George Soros weighed in on derivatives and financial system regulation during a trip to China. He didn’t pull any punches on either subject. He has scant use for derivatives in general and believes credit default swaps are “instruments of destruction” that need to be outlawed.
From Reuters:
He said one financial institution that discovered to its cost the risk/reward distortions of CDS was insurer American International Group (AIG.N), which was a big seller of CDS, offering banks protection against a deterioration in their bond portfolios, especially mortgage-linked securities.
The U.S. government stepped in to save AIG from collapse under bad mortgage bets last September, and has put up to $180 billion at the company’s disposal since.
“AIG thought it was selling insurance on bonds and as such CDS were outrageously overpriced. In fact AIG was selling bear market warrants and it severely underestimated their value,” Soros said.
At this point, the phenomenon that Soros describes as reflexivity kicked in. That is to say, the mispricing of financial instruments — in this case, CDS — affected the fundamentals that the prices were supposed to reflect.
Now here were the consequences of the ensuing chain reaction more severe than in the case of financial institutions, whose ability to do business depended on trust, Soros argued. He cited the failures of Bear Stearns and Lehman Brothers.
But the potential damage that CDS could do was not limited to financial firms, Soros added. He pointed to the bankruptcy of North America’s largest newsprint maker, AbitibiBowater Inc (ABWTQ.PK), and the pending bankruptcy of General Motors (GM.N)
In both cases, some bondholders owned CDS and they stood to gain more by bankruptcy than by reorganisation.
“It’s like buying life insurance on someone else’s life and owning a license to kill,” he concluded.
Soros’ criticism echoes fellow investor Warren Buffet’s description of derivatives in 2003 as “financial weapons of mass destruction”.
On derivatives in general, Soros said they should be as strictly regulated as stocks.
He said derivatives should be standardised and saw no case for custom-made derivatives, which he said only increased the profit margins of the financiers who tailored them.
I think the case for CDS enhancing the potential for bankruptcies has yet to be made but I do agree with his point about custom made derivatives. They take the game too far.
On regulation, The Telegraph reports these comments:
Although warning against the tendency to over-regulate markets in the wake of the crisis, Mr Soros proposed three principles that should guide regulators as they seek to build systems that will prevent a repetition of events.
Firstly, regulators must overcome their previous tendencies to what Mr Soros called ‘market fundamentalism’ and take responsibility for identifying and correcting asset, credit and equity bubbles before they caused undue damage.
He acknowledged that regulators must accept this assignment “knowing full well that they are bound to get it wrong” but that once engaged in the process they would learn from their mistakes and get better through a ‘process of trial and error’.
Secondly Mr Soros argued for flexible credit controls that would react to market mood-swings, requiring, for example, requiring mortgage lenders to adjust loan-to-value ratios on residential mortgages in order to forestall property bubbles.
Mr Soros cited the 2001 dotcom equities bubble as an example of where, in his vision for a re-regulated global financial system, regulators would have stepped in to cool the market by freezing new share issues.
Lastly Mr Soros said that the practice of securitizing bank assets had greatly added to systemic risk and must now come under tighter controls, including requiring banks to limit proprietary trading to their own assets in order to protect depositors.
“Banks must use less leveraging and accept risk on their investments, they should not be allowed to speculate on their own account with other people’s money,” he added.
“This may push proprietary trading out of banks and into hedge funds which is probably where they belong.”
There’s an awful lot of command and control embedded in those suggestions. I think the general thrust of his ideas is OK but they assume a level of knowledge and certainty that I doubt anyone least of all a regulator possesses. Practically, I don’t see them working in the U.S. since Congress squeals when the Fed tries to take the punch bowl away via monetary policy. Think how they might react if a regulator directly choked off a market.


■ Work item
Search string "swatch": state how many lines in the material below contain it, and nothing else.

■ Information shown
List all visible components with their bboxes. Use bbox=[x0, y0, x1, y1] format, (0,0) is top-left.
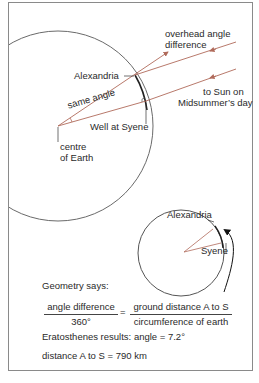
label-well-at-syene: Well at Syene bbox=[90, 121, 148, 132]
label-alexandria: Alexandria bbox=[74, 70, 119, 81]
label-small-alexandria: Alexandria bbox=[167, 209, 212, 220]
rays bbox=[58, 42, 236, 126]
formula-right-numerator: ground distance A to S bbox=[130, 301, 232, 315]
result-angle: Eratosthenes results: angle = 7.2° bbox=[42, 331, 185, 343]
label-centre: centre bbox=[60, 141, 86, 152]
formula-right-fraction: ground distance A to S circumference of … bbox=[130, 301, 232, 328]
formula-left-denominator: 360° bbox=[44, 315, 118, 328]
label-to-sun: to Sun on bbox=[203, 86, 244, 97]
label-small-syene: Syene bbox=[201, 245, 228, 256]
label-centre-2: of Earth bbox=[60, 152, 93, 163]
formula-left-numerator: angle difference bbox=[44, 301, 118, 315]
pointer-arrow-icon bbox=[224, 230, 233, 292]
formula-heading: Geometry says: bbox=[42, 280, 109, 292]
angle-arc-icon bbox=[70, 118, 72, 122]
result-distance: distance A to S = 790 km bbox=[42, 350, 147, 362]
formula-right-denominator: circumference of earth bbox=[130, 315, 232, 328]
formula-equals: = bbox=[120, 306, 126, 317]
formula-left-fraction: angle difference 360° bbox=[44, 301, 118, 328]
label-overhead-angle-2: difference bbox=[165, 39, 207, 50]
label-to-sun-2: Midsummer’s day bbox=[178, 97, 253, 108]
label-overhead-angle: overhead angle bbox=[165, 28, 231, 39]
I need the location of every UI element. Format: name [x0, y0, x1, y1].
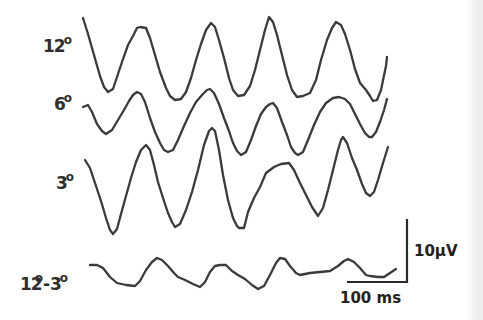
amplitude-scale-label: 10µV [414, 244, 458, 259]
trace-12-degrees [83, 17, 387, 101]
traces-plot [0, 0, 483, 320]
trace-difference [90, 258, 396, 289]
trace-6-degrees [83, 89, 387, 155]
scale-bar [347, 219, 407, 282]
evoked-potential-figure: 12o 6o 3o 12o-3o 10µV 100 ms [0, 0, 483, 320]
trace-3-degrees [85, 128, 388, 234]
time-scale-label: 100 ms [340, 291, 401, 306]
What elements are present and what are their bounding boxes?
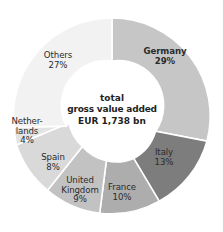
donut-chart: Germany 29% Italy 13% France 10% United …	[0, 0, 223, 232]
donut-slices	[13, 18, 210, 214]
slice-others[interactable]	[13, 18, 112, 127]
donut-chart-svg	[0, 0, 223, 232]
slice-germany[interactable]	[112, 18, 210, 141]
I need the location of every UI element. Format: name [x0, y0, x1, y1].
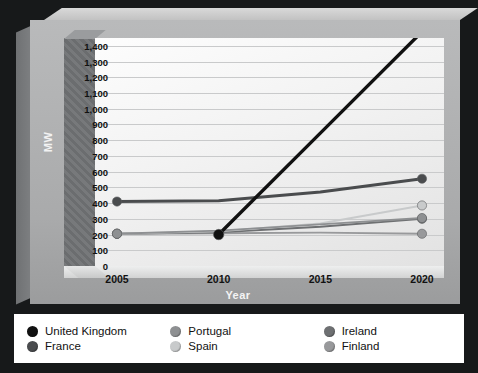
y-axis-tick-label: 1,000: [84, 103, 108, 114]
x-axis-title: Year: [16, 289, 460, 301]
y-axis-tick-label: 0: [103, 261, 108, 272]
data-point-marker: [417, 174, 426, 183]
y-axis-title: MW: [42, 132, 54, 153]
y-axis-tick-label: 1,100: [84, 88, 108, 99]
chart-legend: United KingdomFrancePortugalSpainIreland…: [14, 314, 464, 363]
legend-label: Ireland: [342, 325, 377, 337]
y-axis-tick-label: 900: [92, 119, 108, 130]
series-layer: [95, 38, 444, 266]
legend-item[interactable]: Finland: [324, 340, 463, 352]
x-axis-tick-label: 2010: [207, 273, 230, 285]
legend-marker-icon: [170, 326, 181, 337]
series-line: [117, 218, 422, 234]
data-point-marker: [112, 197, 121, 206]
y-axis-tick-label: 200: [92, 229, 108, 240]
y-axis-tick-label: 400: [92, 198, 108, 209]
legend-item[interactable]: France: [27, 340, 166, 352]
legend-marker-icon: [324, 326, 335, 337]
series-line: [219, 38, 422, 235]
data-point-marker: [417, 213, 426, 222]
legend-marker-icon: [27, 341, 38, 352]
y-axis-tick-label: 300: [92, 213, 108, 224]
chart-3d-top-face: [44, 8, 478, 20]
plot-area: [95, 38, 444, 266]
y-axis-tick-label: 700: [92, 150, 108, 161]
chart-container: MW 1,4001,3001,2001,1001,000900800700600…: [16, 8, 460, 304]
x-axis-tick-label: 2005: [105, 273, 128, 285]
y-axis-tick-label: 100: [92, 245, 108, 256]
x-axis-tick-label: 2015: [309, 273, 332, 285]
data-point-marker: [112, 229, 121, 238]
legend-item[interactable]: Spain: [170, 340, 309, 352]
legend-marker-icon: [324, 341, 335, 352]
legend-label: Portugal: [188, 325, 231, 337]
y-axis-tick-labels: 1,4001,3001,2001,1001,000900800700600500…: [62, 38, 108, 266]
legend-label: Finland: [342, 340, 380, 352]
y-axis-tick-label: 600: [92, 166, 108, 177]
x-axis-tick-label: 2020: [410, 273, 433, 285]
legend-column: IrelandFinland: [310, 325, 463, 352]
legend-marker-icon: [27, 326, 38, 337]
data-point-marker: [213, 229, 223, 239]
legend-column: United KingdomFrance: [15, 325, 166, 352]
y-axis-tick-label: 800: [92, 135, 108, 146]
data-point-marker: [417, 229, 426, 238]
data-point-marker: [417, 201, 426, 210]
legend-label: United Kingdom: [45, 325, 127, 337]
legend-column: PortugalSpain: [166, 325, 309, 352]
legend-item[interactable]: Portugal: [170, 325, 309, 337]
legend-label: Spain: [188, 340, 217, 352]
x-axis-tick-labels: 2005201020152020: [64, 273, 444, 289]
y-axis-tick-label: 1,200: [84, 72, 108, 83]
legend-label: France: [45, 340, 81, 352]
legend-item[interactable]: Ireland: [324, 325, 463, 337]
y-axis-tick-label: 1,300: [84, 56, 108, 67]
legend-marker-icon: [170, 341, 181, 352]
y-axis-tick-label: 500: [92, 182, 108, 193]
y-axis-tick-label: 1,400: [84, 40, 108, 51]
legend-item[interactable]: United Kingdom: [27, 325, 166, 337]
plot-wrapper: 1,4001,3001,2001,1001,000900800700600500…: [64, 28, 444, 278]
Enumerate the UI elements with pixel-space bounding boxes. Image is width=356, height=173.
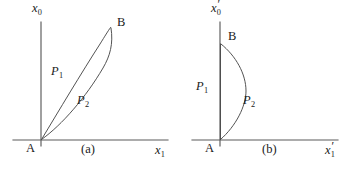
panel-b-x-axis-label: x1′ [325,144,338,157]
panel-b-caption: (b) [262,143,277,156]
panel-b-y-axis-label: x0′ [211,2,224,15]
panel-a-point-a-label: A [26,142,35,155]
panel-a-caption: (a) [81,143,95,156]
panel-a-group [13,22,168,146]
panel-a-curve-p1 [42,28,111,140]
panel-b-group [192,22,338,146]
panel-a-point-b-label: B [117,16,125,29]
panel-b-point-b-label: B [228,30,236,43]
figure-svg [0,0,356,173]
panel-b-curve-p2 [221,44,247,140]
panel-a-curve-p1-label: P1 [51,65,63,78]
panel-a-x-axis-label: x1 [155,144,165,157]
panel-b-point-a-label: A [205,142,214,155]
panel-a-curve-p2-label: P2 [77,94,89,107]
figure-container: x0 x1 A B P1 P2 (a) x0′ x1′ A B P1 P2 (b… [0,0,356,173]
panel-b-curve-p2-label: P2 [243,94,255,107]
panel-b-curve-p1-label: P1 [196,80,208,93]
panel-a-y-axis-label: x0 [32,2,42,15]
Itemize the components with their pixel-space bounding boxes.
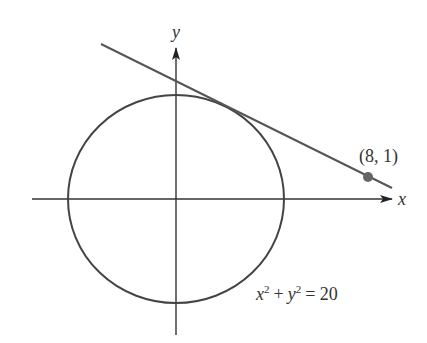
tangent-line: [101, 44, 392, 188]
point-label: (8, 1): [359, 146, 398, 167]
tangent-diagram: y x (8, 1) x2+y2= 20: [0, 0, 427, 343]
circle-equation: x2+y2= 20: [255, 283, 338, 304]
eq-x: x: [255, 284, 264, 304]
eq-equals-value: = 20: [305, 284, 338, 304]
y-axis-label: y: [170, 22, 180, 42]
x-axis-label: x: [397, 189, 406, 209]
eq-plus: +: [274, 284, 284, 304]
point-marker: [363, 172, 373, 182]
eq-sup-y: 2: [296, 283, 302, 295]
eq-sup-x: 2: [264, 283, 270, 295]
eq-y: y: [286, 284, 296, 304]
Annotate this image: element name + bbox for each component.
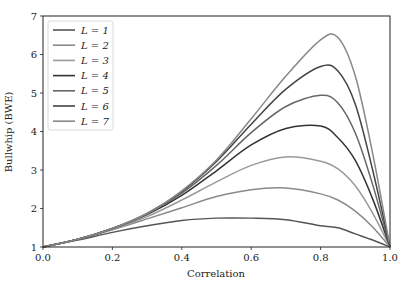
line-chart: 0.00.20.40.60.81.0 1234567 Correlation B… xyxy=(0,0,410,290)
y-tick-label: 4 xyxy=(31,126,37,137)
x-tick-label: 0.0 xyxy=(35,252,51,263)
x-tick-label: 1.0 xyxy=(382,252,398,263)
legend-label: L = 4 xyxy=(80,70,109,81)
legend-label: L = 7 xyxy=(80,116,109,127)
y-tick-label: 5 xyxy=(31,88,37,99)
y-tick-label: 3 xyxy=(31,165,37,176)
y-tick-label: 6 xyxy=(31,49,37,60)
y-axis-ticks: 1234567 xyxy=(31,11,43,253)
y-tick-label: 2 xyxy=(31,203,37,214)
x-tick-label: 0.6 xyxy=(243,252,259,263)
series-line-L1 xyxy=(43,218,390,247)
x-tick-label: 0.8 xyxy=(313,252,329,263)
x-axis-ticks: 0.00.20.40.60.81.0 xyxy=(35,247,398,263)
legend-label: L = 1 xyxy=(80,25,109,36)
x-tick-label: 0.2 xyxy=(104,252,120,263)
y-axis-label: Bullwhip (BWE) xyxy=(3,92,14,173)
legend-label: L = 3 xyxy=(80,55,109,66)
y-tick-label: 7 xyxy=(31,11,37,22)
legend-label: L = 6 xyxy=(80,101,109,112)
x-tick-label: 0.4 xyxy=(174,252,190,263)
legend-label: L = 5 xyxy=(80,85,109,96)
legend: L = 1L = 2L = 3L = 4L = 5L = 6L = 7 xyxy=(48,21,113,130)
series-line-L4 xyxy=(43,125,390,247)
legend-label: L = 2 xyxy=(80,40,109,51)
y-tick-label: 1 xyxy=(31,242,37,253)
x-axis-label: Correlation xyxy=(187,268,246,279)
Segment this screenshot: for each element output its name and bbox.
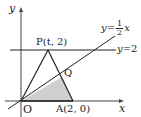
origin-label: O — [23, 104, 32, 115]
line-half-x-eq: = — [107, 22, 115, 33]
x-axis-label: x — [119, 103, 125, 114]
fraction-denominator: 2 — [117, 29, 122, 37]
line-half-x-label: y=12x — [101, 20, 130, 37]
point-q-label: Q — [64, 68, 72, 78]
line-y2-rhs: 2 — [131, 43, 137, 54]
y-axis-arrow-icon — [19, 7, 23, 12]
shaded-triangle-oqa — [21, 77, 73, 101]
diagram-canvas — [0, 0, 141, 117]
y-axis-label: y — [9, 3, 15, 14]
point-a-label: A(2, 0) — [56, 104, 90, 114]
fraction-one-half: 12 — [116, 20, 123, 37]
line-y2-label: y=2 — [117, 44, 137, 54]
coordinate-diagram: y x O P(t, 2) A(2, 0) Q y=2 y=12x — [0, 0, 141, 117]
point-p-label: P(t, 2) — [36, 37, 67, 47]
line-half-x-var: x — [124, 22, 130, 33]
line-y2-eq: = — [123, 43, 131, 54]
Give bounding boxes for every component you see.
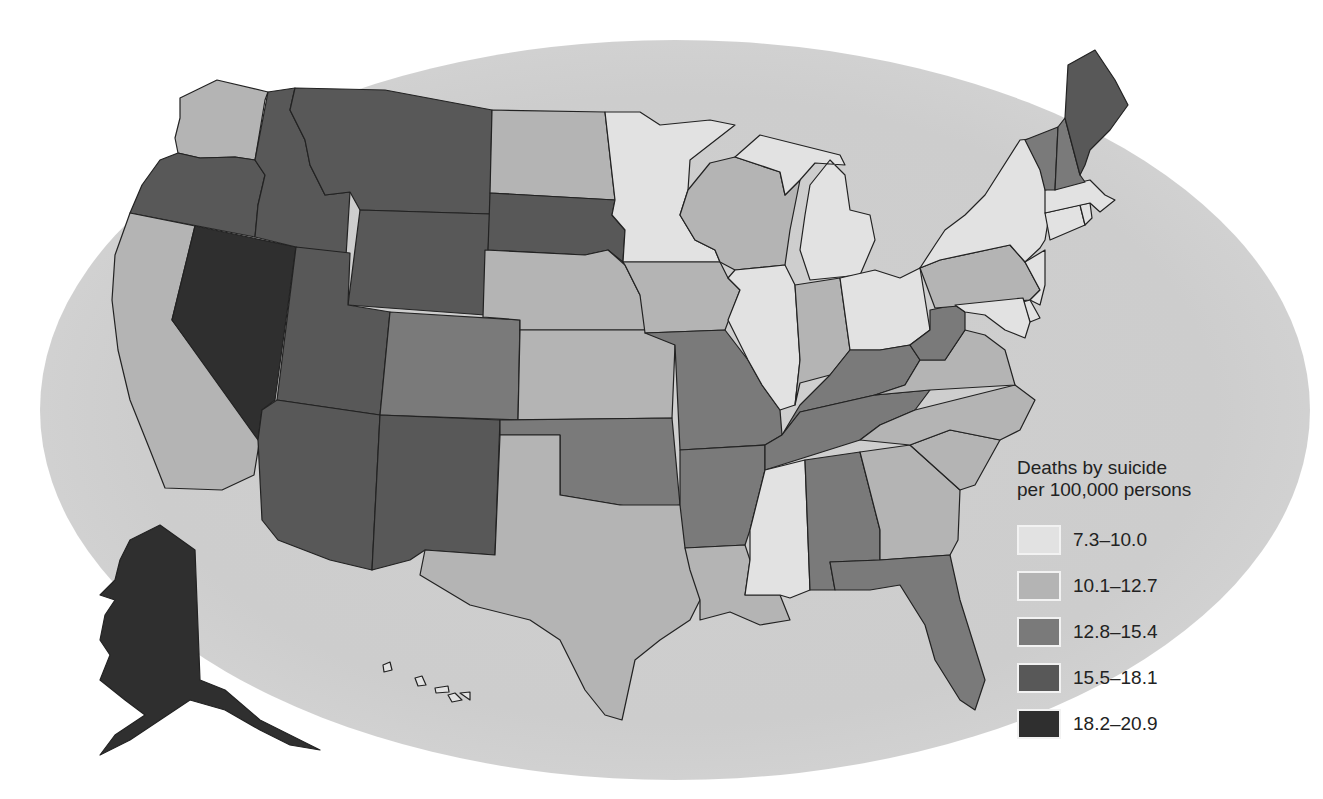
legend-swatch bbox=[1017, 709, 1061, 739]
legend-label: 7.3–10.0 bbox=[1073, 529, 1147, 551]
legend-swatch bbox=[1017, 663, 1061, 693]
legend-title: Deaths by suicide per 100,000 persons bbox=[1017, 457, 1309, 501]
legend-title-line-2: per 100,000 persons bbox=[1017, 479, 1309, 501]
legend-item: 18.2–20.9 bbox=[1079, 701, 1309, 747]
legend-label: 18.2–20.9 bbox=[1073, 713, 1158, 735]
legend: Deaths by suicide per 100,000 persons 7.… bbox=[1079, 457, 1309, 747]
legend-swatch bbox=[1017, 617, 1061, 647]
state-NY bbox=[920, 138, 1050, 268]
state-WA bbox=[175, 80, 268, 160]
legend-title-line-1: Deaths by suicide bbox=[1017, 457, 1309, 479]
legend-item: 10.1–12.7 bbox=[1079, 563, 1309, 609]
state-KS bbox=[518, 330, 675, 420]
legend-swatch bbox=[1017, 525, 1061, 555]
state-OH bbox=[840, 268, 930, 350]
state-CO bbox=[380, 312, 520, 420]
legend-label: 12.8–15.4 bbox=[1073, 621, 1158, 643]
state-HI bbox=[383, 662, 470, 702]
legend-label: 10.1–12.7 bbox=[1073, 575, 1158, 597]
legend-item: 15.5–18.1 bbox=[1079, 655, 1309, 701]
state-WY bbox=[348, 210, 490, 315]
state-AZ bbox=[258, 400, 380, 570]
legend-item: 7.3–10.0 bbox=[1079, 517, 1309, 563]
state-AK bbox=[100, 525, 320, 755]
state-ND bbox=[490, 110, 615, 200]
legend-swatch bbox=[1017, 571, 1061, 601]
state-ME bbox=[1065, 50, 1128, 175]
legend-label: 15.5–18.1 bbox=[1073, 667, 1158, 689]
state-FL bbox=[830, 555, 985, 710]
state-NM bbox=[372, 415, 500, 570]
legend-item: 12.8–15.4 bbox=[1079, 609, 1309, 655]
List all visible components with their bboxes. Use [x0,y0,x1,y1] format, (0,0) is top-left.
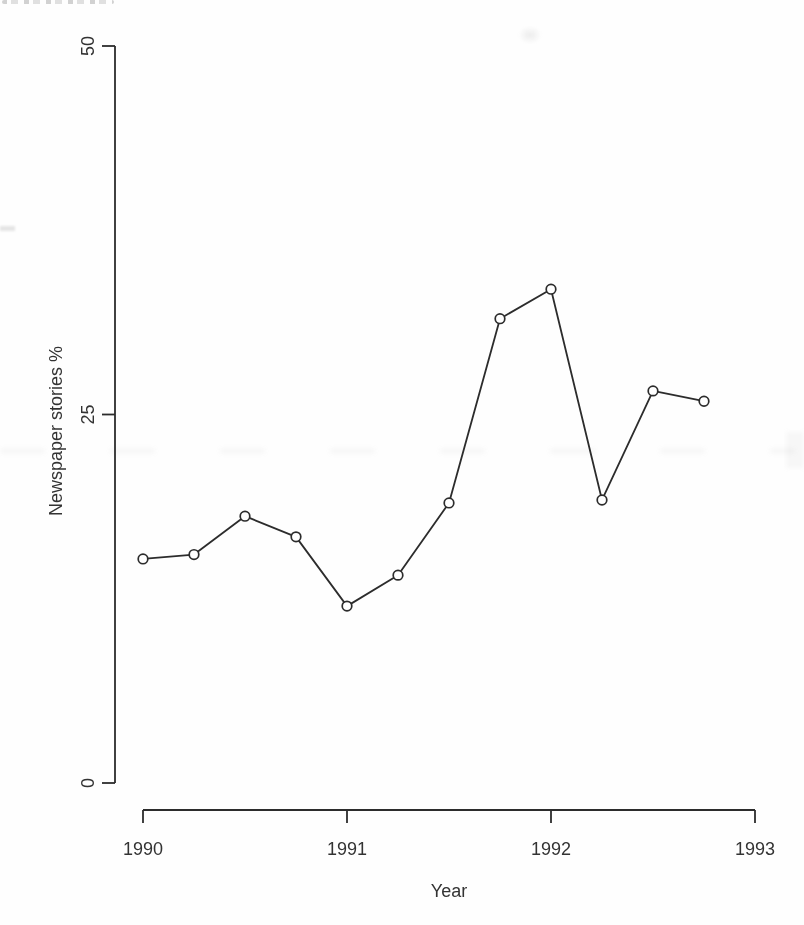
x-tick-label: 1993 [735,839,775,859]
y-tick-label: 0 [78,778,98,788]
data-point-marker [597,495,607,505]
x-tick-label: 1992 [531,839,571,859]
y-axis-title: Newspaper stories % [46,346,67,516]
data-point-marker [342,601,352,611]
x-axis-title: Year [431,881,467,902]
x-tick-label: 1990 [123,839,163,859]
data-point-marker [699,396,709,406]
line-chart-figure: 025501990199119921993 Year Newspaper sto… [0,0,804,925]
y-tick-label: 25 [78,404,98,424]
chart-svg: 025501990199119921993 [0,0,804,925]
data-point-marker [546,284,556,294]
data-point-marker [189,550,199,560]
data-point-marker [648,386,658,396]
data-point-marker [291,532,301,542]
y-tick-label: 50 [78,36,98,56]
data-point-marker [495,314,505,324]
data-point-marker [138,554,148,564]
data-point-marker [444,498,454,508]
series-line [143,289,704,606]
data-point-marker [393,570,403,580]
data-point-marker [240,511,250,521]
scanned-page: 025501990199119921993 Year Newspaper sto… [0,0,804,925]
x-tick-label: 1991 [327,839,367,859]
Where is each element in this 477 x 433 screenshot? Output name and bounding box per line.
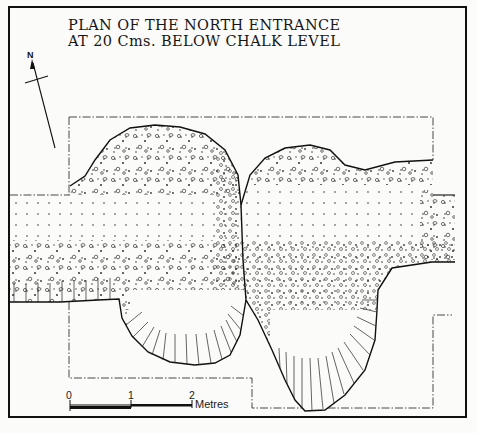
scale-tick-0: 0 xyxy=(66,389,72,401)
right-ditch-fill xyxy=(230,140,470,420)
drawing-sheet: PLAN OF THE NORTH ENTRANCE AT 20 Cms. BE… xyxy=(0,0,477,433)
site-plan: N xyxy=(0,0,477,433)
scale-tick-1: 1 xyxy=(128,389,134,401)
scale-bar xyxy=(70,400,192,411)
left-ditch-fill xyxy=(0,100,260,380)
arrow-head-icon xyxy=(30,59,35,69)
scale-tick-2: 2 xyxy=(189,389,195,401)
north-arrow: N xyxy=(25,50,55,148)
scale-unit: Metres xyxy=(195,398,229,410)
north-label: N xyxy=(27,50,34,60)
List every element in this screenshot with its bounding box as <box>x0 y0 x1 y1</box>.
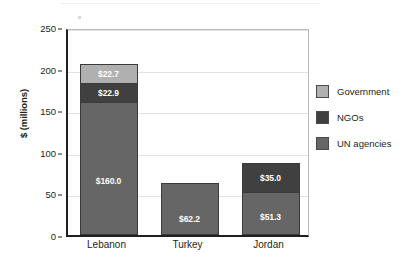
bar-group-turkey[interactable]: $62.2 <box>161 183 219 235</box>
legend-item-ngos[interactable]: NGOs <box>316 104 408 130</box>
bar-value-label: $35.0 <box>260 173 281 183</box>
y-axis-tick-mark <box>58 195 62 196</box>
y-axis-tick-mark <box>58 112 62 113</box>
bar-value-label: $62.2 <box>179 214 200 224</box>
bar-series-container: $160.0$22.9$22.7$62.2$51.3$35.0 <box>68 30 308 235</box>
y-axis-tick-label: 100 <box>40 149 56 159</box>
bar-value-label: $51.3 <box>260 212 281 222</box>
x-axis-tick-label-lebanon: Lebanon <box>87 239 126 250</box>
bar-segment-turkey-un-agencies[interactable]: $62.2 <box>161 183 219 235</box>
legend-swatch-icon <box>316 85 329 98</box>
legend-swatch-icon <box>316 111 329 124</box>
bar-segment-lebanon-government[interactable]: $22.7 <box>80 64 138 83</box>
legend-label: Government <box>337 86 389 97</box>
y-axis-tick-labels: 050100150200250 <box>26 29 62 237</box>
x-axis-tick-label-turkey: Turkey <box>172 239 202 250</box>
y-axis-tick-label: 150 <box>40 107 56 117</box>
legend-label: NGOs <box>337 112 363 123</box>
legend: GovernmentNGOsUN agencies <box>316 78 408 156</box>
bar-value-label: $160.0 <box>96 176 121 186</box>
top-rule <box>60 3 320 4</box>
legend-item-government[interactable]: Government <box>316 78 408 104</box>
y-axis-tick-mark <box>58 70 62 71</box>
bar-value-label: $22.9 <box>98 88 119 98</box>
bar-group-jordan[interactable]: $51.3$35.0 <box>242 163 300 235</box>
plot-area: $160.0$22.9$22.7$62.2$51.3$35.0 <box>66 29 309 237</box>
y-axis-tick-label: 250 <box>40 24 56 34</box>
bar-segment-jordan-ngos[interactable]: $35.0 <box>242 163 300 192</box>
legend-item-un-agencies[interactable]: UN agencies <box>316 130 408 156</box>
y-axis-tick-mark <box>58 153 62 154</box>
bar-segment-jordan-un-agencies[interactable]: $51.3 <box>242 192 300 235</box>
x-axis-tick-labels: LebanonTurkeyJordan <box>66 239 309 256</box>
stray-mark <box>78 16 81 19</box>
y-axis-tick-label: 200 <box>40 66 56 76</box>
x-axis-tick-label-jordan: Jordan <box>253 239 284 250</box>
legend-label: UN agencies <box>337 138 391 149</box>
y-axis-tick-label: 0 <box>51 232 56 242</box>
stacked-bar-chart: $ (millions) 050100150200250 $160.0$22.9… <box>0 0 410 256</box>
legend-swatch-icon <box>316 137 329 150</box>
y-axis-tick-mark <box>58 237 62 238</box>
bar-segment-lebanon-ngos[interactable]: $22.9 <box>80 83 138 102</box>
y-axis-tick-mark <box>58 29 62 30</box>
bar-segment-lebanon-un-agencies[interactable]: $160.0 <box>80 102 138 235</box>
bar-value-label: $22.7 <box>98 69 119 79</box>
bar-group-lebanon[interactable]: $160.0$22.9$22.7 <box>80 64 138 235</box>
y-axis-tick-label: 50 <box>45 191 56 201</box>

■ Task output
8